INSIDE VIEW: Cutting it

When it comes to ‘cutting’ the NAV, would your fund oversight cut it with regulators? Milestone’s Robert Proctor considers how best practice is evolving.

Within the investment management sector, outsourcing of fund operations is now a well-established practice. Traditional operating models incorporating outsourcing were designed to achieve cost reductions, access perceived centres of excellence and avoid direct technology investment. Motivations have since evolved to include consideration of what are core and non-core activities and a desire to avoid refurbishing internal operating models and associated technology, sometimes at an increased cost.

Whatever the motivation, accessing fund operations capabilities via third parties can be effectively incorporated into a valid operating model. However, this adds a different dimension of complexity and risk within a firm’s operations, prompting regulators to publish guidelines to assist in ensuring that risk to the overall market and individual investors is minimised.

The pervasive nature and scale of outsourcing and concentration of services into a finite number of large providers is causing an increased level of attention from regulators. The objective is to understand and mitigate upward pressure on systemic risk as the industry becomes less operationally distributed and more reliant on a relatively small number of larger players.

Within the increasingly prescriptive and demanding funds regulatory landscape, one of the areas targeted for greater scrutiny by regulators has been around the due diligence and ongoing monitoring of delegated core activities such as the outsourced valuation of a fund’s net asset value (NAV).

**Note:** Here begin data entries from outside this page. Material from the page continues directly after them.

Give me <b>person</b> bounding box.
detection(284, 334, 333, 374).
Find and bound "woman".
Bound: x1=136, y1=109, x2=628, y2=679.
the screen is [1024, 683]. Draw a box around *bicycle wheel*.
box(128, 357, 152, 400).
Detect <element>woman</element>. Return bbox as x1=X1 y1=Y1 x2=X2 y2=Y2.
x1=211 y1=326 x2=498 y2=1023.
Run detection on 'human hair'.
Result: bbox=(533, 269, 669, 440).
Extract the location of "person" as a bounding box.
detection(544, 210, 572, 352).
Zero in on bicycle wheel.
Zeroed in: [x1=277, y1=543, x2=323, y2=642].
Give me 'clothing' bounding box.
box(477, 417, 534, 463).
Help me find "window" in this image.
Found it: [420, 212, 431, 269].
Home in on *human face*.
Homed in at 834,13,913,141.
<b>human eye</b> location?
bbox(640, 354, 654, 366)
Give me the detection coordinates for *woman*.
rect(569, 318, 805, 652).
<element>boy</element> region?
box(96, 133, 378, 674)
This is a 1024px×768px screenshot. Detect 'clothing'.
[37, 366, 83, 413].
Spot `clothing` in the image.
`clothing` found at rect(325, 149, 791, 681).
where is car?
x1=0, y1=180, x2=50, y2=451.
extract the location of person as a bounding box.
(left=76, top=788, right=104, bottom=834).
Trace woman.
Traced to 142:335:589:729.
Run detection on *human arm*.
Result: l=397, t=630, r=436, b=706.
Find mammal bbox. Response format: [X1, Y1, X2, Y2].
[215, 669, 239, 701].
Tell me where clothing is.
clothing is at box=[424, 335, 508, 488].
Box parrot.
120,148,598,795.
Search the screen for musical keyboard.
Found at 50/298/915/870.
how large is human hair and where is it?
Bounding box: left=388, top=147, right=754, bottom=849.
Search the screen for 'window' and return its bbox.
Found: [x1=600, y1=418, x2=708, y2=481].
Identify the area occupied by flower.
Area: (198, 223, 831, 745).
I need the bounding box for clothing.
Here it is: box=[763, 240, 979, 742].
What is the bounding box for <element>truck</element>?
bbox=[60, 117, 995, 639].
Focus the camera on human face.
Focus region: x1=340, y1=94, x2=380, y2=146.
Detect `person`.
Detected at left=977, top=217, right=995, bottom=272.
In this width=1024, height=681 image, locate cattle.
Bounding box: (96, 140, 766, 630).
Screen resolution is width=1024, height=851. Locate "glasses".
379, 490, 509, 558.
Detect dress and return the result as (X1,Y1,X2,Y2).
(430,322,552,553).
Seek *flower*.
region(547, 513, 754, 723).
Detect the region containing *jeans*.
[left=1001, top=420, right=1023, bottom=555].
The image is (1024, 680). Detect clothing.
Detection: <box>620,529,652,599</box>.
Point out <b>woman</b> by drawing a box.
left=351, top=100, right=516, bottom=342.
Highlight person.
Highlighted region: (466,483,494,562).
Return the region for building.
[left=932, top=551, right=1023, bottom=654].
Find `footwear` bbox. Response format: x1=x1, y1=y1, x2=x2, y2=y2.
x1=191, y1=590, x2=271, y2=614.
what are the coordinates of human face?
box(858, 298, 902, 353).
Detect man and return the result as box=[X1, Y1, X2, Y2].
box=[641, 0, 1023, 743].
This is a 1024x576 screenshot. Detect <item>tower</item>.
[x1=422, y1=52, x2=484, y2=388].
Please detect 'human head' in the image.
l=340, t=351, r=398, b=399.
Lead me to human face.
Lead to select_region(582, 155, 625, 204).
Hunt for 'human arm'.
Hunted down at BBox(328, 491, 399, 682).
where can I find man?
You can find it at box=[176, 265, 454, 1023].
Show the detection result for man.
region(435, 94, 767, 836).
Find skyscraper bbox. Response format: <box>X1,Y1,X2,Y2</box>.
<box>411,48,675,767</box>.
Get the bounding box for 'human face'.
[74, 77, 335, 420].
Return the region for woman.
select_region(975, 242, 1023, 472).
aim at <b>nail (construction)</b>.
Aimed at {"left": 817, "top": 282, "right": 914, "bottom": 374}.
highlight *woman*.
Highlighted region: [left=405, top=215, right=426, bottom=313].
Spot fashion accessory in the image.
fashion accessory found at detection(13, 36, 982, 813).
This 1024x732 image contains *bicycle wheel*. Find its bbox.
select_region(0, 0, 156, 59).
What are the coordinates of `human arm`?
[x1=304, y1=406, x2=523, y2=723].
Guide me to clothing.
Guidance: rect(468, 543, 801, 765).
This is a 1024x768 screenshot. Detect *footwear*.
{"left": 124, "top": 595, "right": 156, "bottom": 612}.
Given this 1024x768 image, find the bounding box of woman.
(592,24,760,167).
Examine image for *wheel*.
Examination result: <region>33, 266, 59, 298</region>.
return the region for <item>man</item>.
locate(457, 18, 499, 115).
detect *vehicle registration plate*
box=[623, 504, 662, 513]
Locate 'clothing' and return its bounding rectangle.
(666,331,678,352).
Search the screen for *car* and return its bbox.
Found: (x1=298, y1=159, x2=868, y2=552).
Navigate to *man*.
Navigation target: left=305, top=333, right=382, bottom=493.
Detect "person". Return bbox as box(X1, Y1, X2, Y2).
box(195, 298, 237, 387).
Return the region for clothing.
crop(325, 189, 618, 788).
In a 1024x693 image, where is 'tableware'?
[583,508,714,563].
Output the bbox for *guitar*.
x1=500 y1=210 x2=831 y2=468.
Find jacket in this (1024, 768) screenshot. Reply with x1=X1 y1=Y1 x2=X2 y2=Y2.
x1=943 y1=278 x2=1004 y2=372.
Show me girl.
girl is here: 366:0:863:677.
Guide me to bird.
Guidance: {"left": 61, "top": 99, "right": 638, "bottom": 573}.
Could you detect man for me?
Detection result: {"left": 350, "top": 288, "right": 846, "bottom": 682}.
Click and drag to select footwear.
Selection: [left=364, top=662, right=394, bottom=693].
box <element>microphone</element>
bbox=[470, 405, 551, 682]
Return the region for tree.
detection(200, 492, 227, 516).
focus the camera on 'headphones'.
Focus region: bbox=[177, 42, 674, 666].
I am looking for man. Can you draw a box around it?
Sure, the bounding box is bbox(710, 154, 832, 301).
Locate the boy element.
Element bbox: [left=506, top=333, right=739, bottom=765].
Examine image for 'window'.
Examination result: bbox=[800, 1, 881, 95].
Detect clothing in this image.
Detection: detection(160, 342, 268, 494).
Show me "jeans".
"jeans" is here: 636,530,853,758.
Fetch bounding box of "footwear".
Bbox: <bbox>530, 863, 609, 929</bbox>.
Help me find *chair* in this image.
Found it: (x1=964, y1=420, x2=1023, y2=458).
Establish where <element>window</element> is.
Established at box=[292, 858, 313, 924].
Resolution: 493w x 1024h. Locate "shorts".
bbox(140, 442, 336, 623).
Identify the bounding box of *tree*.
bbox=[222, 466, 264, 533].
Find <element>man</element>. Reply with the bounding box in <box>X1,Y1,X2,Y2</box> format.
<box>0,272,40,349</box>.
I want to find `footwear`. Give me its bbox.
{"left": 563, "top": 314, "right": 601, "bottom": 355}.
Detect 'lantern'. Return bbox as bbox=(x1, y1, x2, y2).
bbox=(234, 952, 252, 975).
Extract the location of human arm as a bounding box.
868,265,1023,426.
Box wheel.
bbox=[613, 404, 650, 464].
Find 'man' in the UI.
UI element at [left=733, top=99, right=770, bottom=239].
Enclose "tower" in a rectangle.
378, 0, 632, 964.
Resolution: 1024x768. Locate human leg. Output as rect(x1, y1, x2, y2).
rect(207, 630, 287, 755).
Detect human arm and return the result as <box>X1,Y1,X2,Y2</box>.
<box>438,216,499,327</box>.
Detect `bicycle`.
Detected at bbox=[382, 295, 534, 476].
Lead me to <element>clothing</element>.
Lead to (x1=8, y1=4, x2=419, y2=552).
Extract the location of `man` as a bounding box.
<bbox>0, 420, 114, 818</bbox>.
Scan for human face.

Regulators continue to enforce the view that the responsible entity is accountable for ensuring NAV accuracy, independent of whether they appoint an external party to calculate the NAV or do so themselves. They are also exerting pressure on the market to have a back-up or contingent NAV should the outsourcer have an outage and be unable to produce a NAV over one or more days. These pressures are part of an overarching industry view reflected by regulators, and increasingly representing global industry best practice. The recent CSSF 18/698 circular notes that operational practices have evolved without global cohesiveness including, amongst other things, consistent data frameworks and make-up, and operational oversight team processes. There is increasing momentum within the regulatory sphere to ensure that the industry achieves higher operational resilience, meaning the ability to demonstrate the effective monitoring and deep understanding of those outsourced operational activities.

Regulated entities
Recognition that regulation and better oversight of the industry is a theme that will continue to develop in order to maintain a healthy and safe market infrastructure. Regulators have included resilience and oversight as key areas that must be addressed in terms of risk reduction and appropriate controls for the funds industry, two of the key risk areas particularly relevant to any outsourced arrangement. Regulators are guiding firms on the frequency, scope and nature of their oversight controls which must be appropriate to the level of risk associated with the delegation of each activity. For example, fund boards must demonstrate their ability to monitor service providers’ key performance indicators (KPIs), plus maintain an appropriate level of independence where service provider KPIs may be insufficient. Boards must be able to evidence that adequate controls are in place to support ongoing monitoring, including thorough record-keeping and follow-up procedures supporting issue management.

These new and existing regulations represent an added challenge for responsible entities in demonstrating both effective oversight and contingency plans in the event of a service provider outage. The key observation is that oversight is now recognised as a true operational discipline that should be subject to the same tests of accuracy, timeliness, reliability and auditability as any other mission-critical process. Practically, this translates to needing an oversight function that is independent of the service provider with robust controls and intraday validation of data, rather than an end-of-day regime. This realisation is an operational reality check for firms causing them to look again at their operational processes and technology employed. Spreadsheets and ad hoc tools are rapidly falling from favour and can actually increase operational risk as they typically lack transparency, speed, and effective change control needed in rigorous operational processes such as oversight. It is important that oversight professionals have access to tools that can not only assist an efficient oversight process, but also expedite diagnosis of any issues, allowing them to get ahead of an incorrect NAV causing downstream remediation costs and client impact.

The way forward
An easier way to achieve best practice and avoid falling foul of regulators is to implement a pre-fabricated technology solution that is precision-engineered to understand and streamline your oversight and contingent NAV processes, connecting with your third-party providers in an industry-standard infrastructure to enable access to best practice outcomes for responsible entities and their investors. This approach can provide a proven pathway to successfully minimise the risk of possible fines or penalties, as well as potential reputational damage and remediation costs. Consideration should be given to a professional-grade alternative to manual desktop tools and cumbersome, potentially costly shadow NAV solutions. The solution should span the end-to-end oversight process, including independent data management, market-standard validations, an integrated back-up NAV capability and operate independently of service provider infrastructure and processes.

When it comes to insuring against a service provider outage, it becomes imperative that a contingent NAV capability should be fully independent including data sources.

While this remains a fast-moving area of focus, it may be beneficial to become part of a ‘community’ of like-minded organisations to share and leverage learnings from their oversight and contingent NAV journey through shared experience.